Once the federal framework is complete, Hauser sees the U.S. as a major market on the world hemp stage. But the road to accomplishing this is slowly working its way out in equalizing state to state in the rules for production and sale of consumer products, and in developing the infrastructure and research needed to support a true industrial hemp industry. “Hemp having varying sets of rules for production and sale state to state is one the industry’s biggest barriers. The failure of the FDA to effectively regulate products leaves an emerging market without regulation to guide it,” she says.

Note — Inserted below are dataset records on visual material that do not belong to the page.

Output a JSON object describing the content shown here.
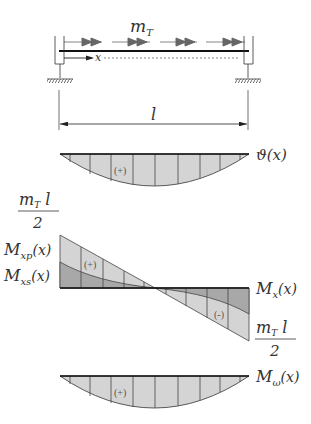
{
  "figure": {
    "beam": {
      "load_label": "m",
      "load_subscript": "T",
      "axis_label": "x",
      "span_label": "l"
    },
    "diagrams": [
      {
        "id": "twist_angle",
        "label": "ϑ(x)",
        "sign": "(+)"
      },
      {
        "id": "torsion_moment",
        "label": "M",
        "label_sub": "x",
        "label_tail": "(x)",
        "primary_label": "M",
        "primary_sub": "xp",
        "primary_tail": "(x)",
        "secondary_label": "M",
        "secondary_sub": "xs",
        "secondary_tail": "(x)",
        "top_value_num": "m",
        "top_value_sub": "T",
        "top_value_l": " l",
        "top_value_den": "2",
        "bottom_value_num": "m",
        "bottom_value_sub": "T",
        "bottom_value_l": " l",
        "bottom_value_den": "2",
        "sign_positive": "(+)",
        "sign_negative": "(-)"
      },
      {
        "id": "bimoment",
        "label": "M",
        "label_sub": "ω",
        "label_tail": "(x)",
        "sign": "(+)"
      }
    ],
    "colors": {
      "fill_light": "#d4d4d4",
      "fill_dark": "#a8a8a8",
      "line": "#222222",
      "arrow": "#666666"
    }
  }
}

“Right now, with CBD and consumable hemp product regulations, many states regulations conflict with federal law, but federal law is generally not enforced absent companies making serious drug claims,” says Hauser. It makes it difficult for states to enforce, creates unique legal exposure to businesses who follow federal lay but violate state law or vice versa. It also makes investors leery, creating banking and insurance conflicts.
In the future that Hauser is advocating for she sees a healthier hemp world. “I see federal legalization and development of a vibrant U.S. cannabis and hemp industry that includes broader acceptance of cannabis as medicine and as an alternative to alcohol, as well as a healthy dietary supplement, ingredient in foods and cosmetics as appropriate, and a natural alternative to more harmful ingredients currently used. Hemp is revolutionary and can be used in animal feed, plastics, fuel, all kinds of products. It can have a role in reversing climate change. There are so many uses, we have only seen the tip of the iceberg.”